Adult Fur's New Remix Project RÁN is Out Saturday: Review and Album Stream

May 10, 2012 at 11:08 am

Adult Fur's RÁN remix album will have its official release at a listening party this Saturday, May 12 at Brennan's. It starts at 9 p.m., admission is free, and you'll be able to buy posters and download codes.

Ryan McNeely gets the tables turned on him for his RÁN remix album. As a producer, McNeely's been responsible for creating tracks for Scripts N Screwz and Rockwell Knuckles, and his solo work as Adult Fur takes blocks of sound and makes borderless collages that dip into psych, electronica and R&B. While McNeely is an apt remixer of others' work, on this one he allows friends from home and abroad to take a swing through his songbook. Like any good remix, most of these tracks tell us something about Adult Fur and something about the artist deconstructing the track.

A few treat their assignment as more cover version than remix, which is welcome. CaveofswordS' Sunyatta McDermott sings "Octangler" with a smoky elegance not heard in McNeely's original, and Kevin McDermott has a measured patience in doling out the lightly dubbed guitar notes. It's a standout that is smartly sequenced in the middle of these fourteen tracks. Née's Kristin Dennis takes a more interpretive but no less beautiful approach to rapper Tef Poe's words on opening track "Message," looping herself into a heavenly choir that proclaims "I'm a bad motherfucker, don't embrace me" from somewhere on high.
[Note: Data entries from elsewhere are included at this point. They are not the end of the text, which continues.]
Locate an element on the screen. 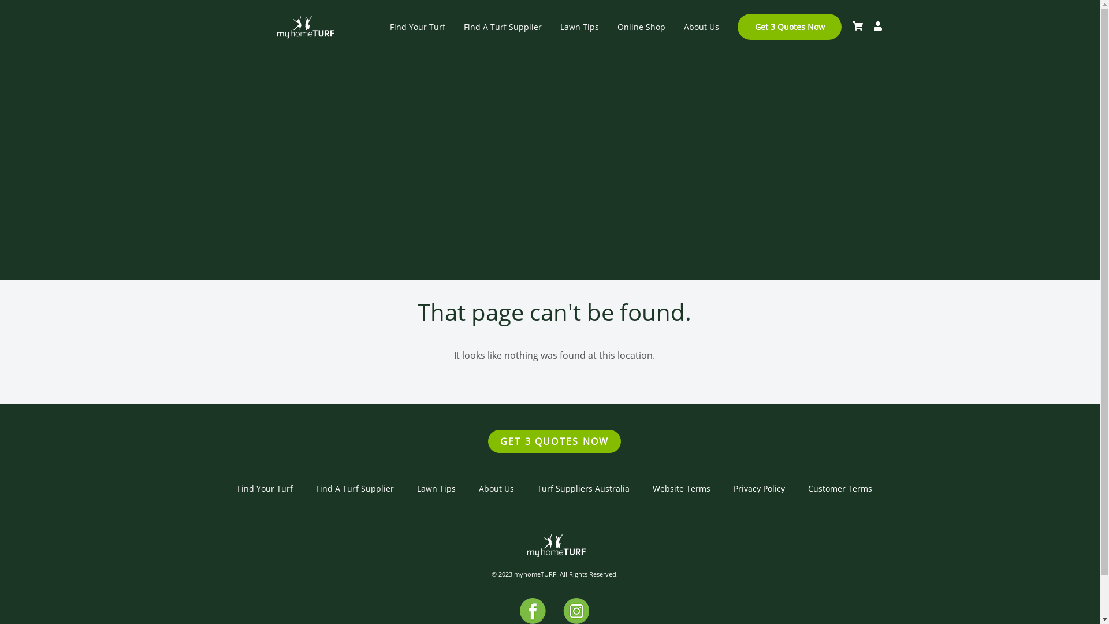 The height and width of the screenshot is (624, 1109). GET 3 QUOTES NOW is located at coordinates (555, 441).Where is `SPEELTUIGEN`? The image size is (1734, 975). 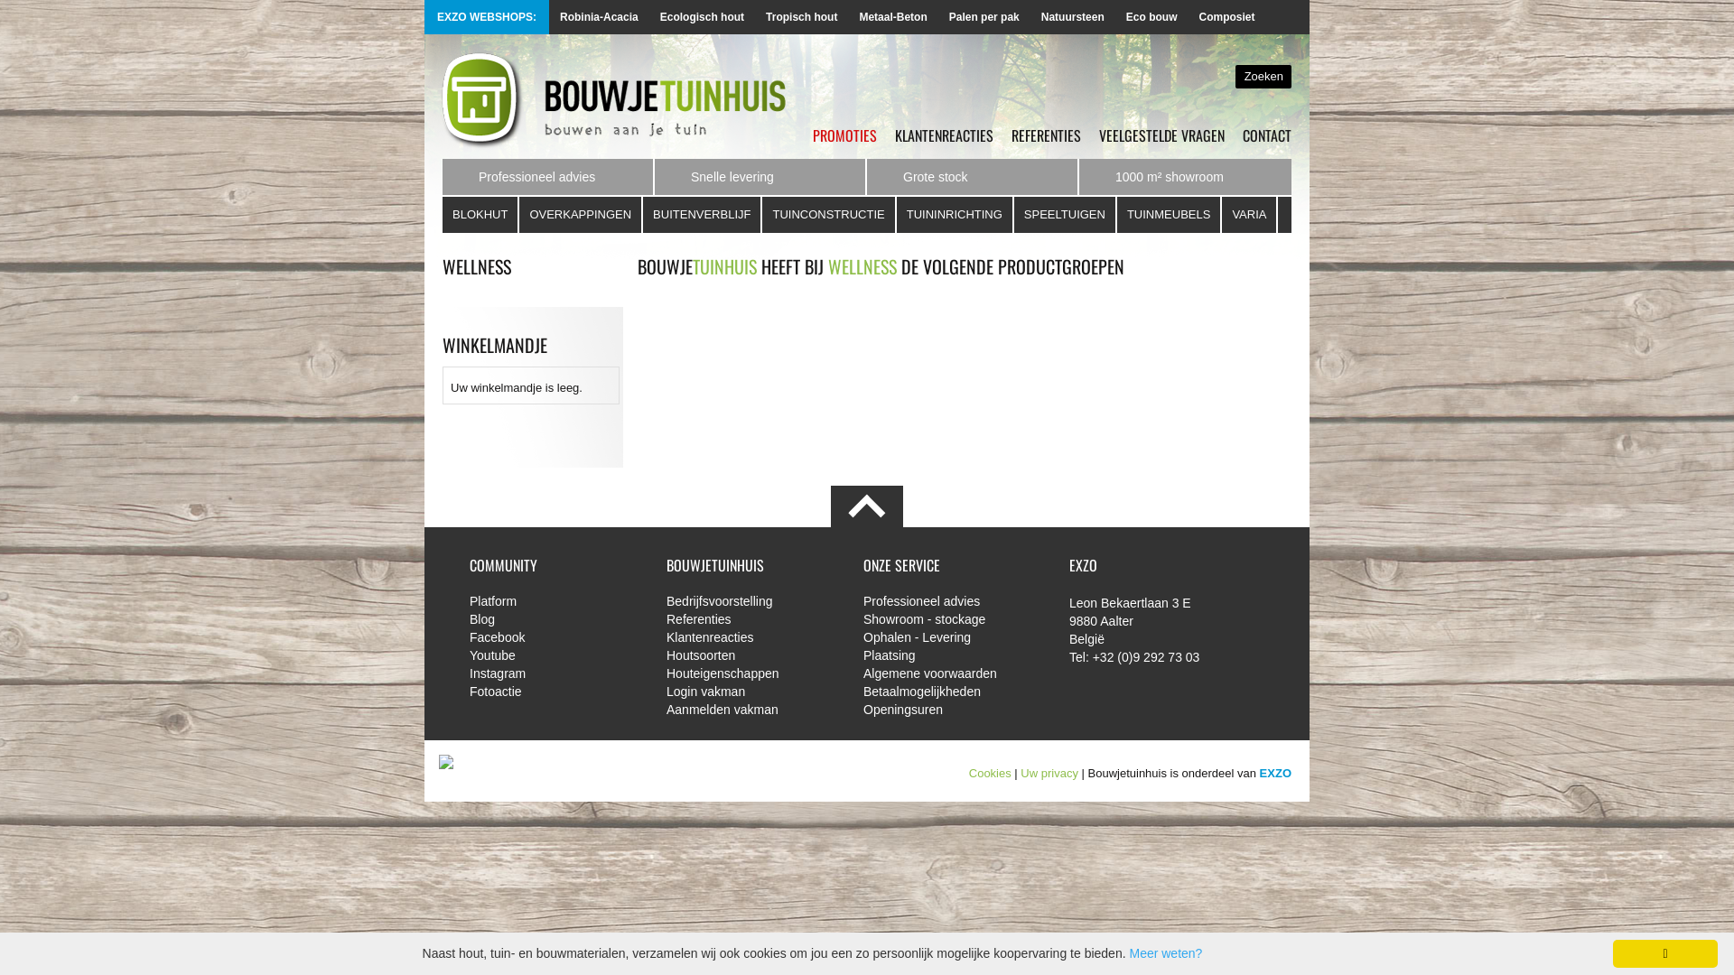 SPEELTUIGEN is located at coordinates (1066, 215).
Fellow producer Trifeckta gives the most spirited of the three remixes of "Ellipsis" by speeding up the original's minimal, trancelike patterns and letting them ride through a phaser while a punchy, accented drum beat gives the track more bounce. The Sonictone remix of "I Am Dream," a standout from Adult Fur's 2011 release ii, strips away the dizzying echo and lets guest vocalist Sacha Bernardson's vocals come through uncorrupted while a thin '80s drum machine loop skitters behind it all. (Bernardson's own reworking of that track favors a slightly more chopped-and-screwed approach, using his vocal snippets as percussive elements.) And while McNeely has a global approach (some of his collaborators come from France and Iceland), RÁN is a proudly local affair, with fine work from disparate acts such as Black James, Ou Où and Loose Screwz. These are McNeely's songs, but he's gracious enough to get out of the way and let St. Louis' experimental, electronic and hip-hop scenes use his work as a common ground.